In Harris's scenario, vinyl is at least still being associated with a particular strand of music. Elsewhere, there is evidence that the format has taken on a life of its own. Spencer Hickman, the organizer of the UK event, shares some of the concerns of independent record labels and distributors. He also raises some new ones. Not only is Record Store Day failing to support independent record labels, but the vinyl releases are failing to support independent record stores. He has stated, ‘this year feels like the first time it’s been entirely driven by capitalism. It now feels like it’s not celebrating the culture of the record store and why they’re so good; it’s about the releases’. In this vision it is as though the records have taken over the shops and are disrupting their normal practice. It’s not Hickman’s fault that the stores aren’t full of appropriate music, just look at what the vinyl has done?
This year’s Record Store Day included releases from One Direction and Herbert von Karajan, so any argument that it could be associated with a single genre – even one as broad as rock music – is moot. The question that then presents itself is whether the day could be associated with any music at all.  Perhaps the biggest fear for anyone with a longstanding interest in vinyl is that the format has slipped from being one that was the leading sound carrier in a golden age of popular music, to one that was fetishised because it was the leading sound carrier in a golden age of popular music, to one that is fetishised because it is old. Were the patrons of Record Store Day there because they like music, or were they instead celebrating the collection of outdated objects? Was their ‘culture of the record store’ just one of nostalgia for the days when people used to go to shops? In her excellent book Clampdown Rhian E Jones has added her voice to those who are worried about the retromania of our times.

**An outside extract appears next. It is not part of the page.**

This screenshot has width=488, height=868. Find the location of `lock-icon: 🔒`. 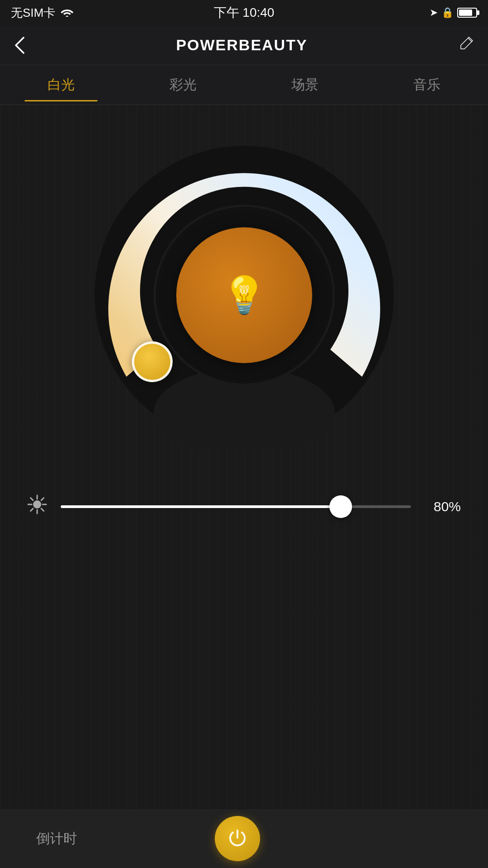

lock-icon: 🔒 is located at coordinates (448, 13).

She states that ‘popular culture seems currently consumed by pastiche, recycling, solipsistic navel-gazing and pantomimes of authenticity, preoccupied with kitsch fripperies and politically disengaged, with previous traditions of protest and consciousness weakened, compromised, commodified, confused or forgotten’. One of her most dreaded objects is the cup cake. If any vinyl lovers are worried that their format is being constructed as a similar ‘kitsch frippery’ then they had better start articulating and they had better start agitating.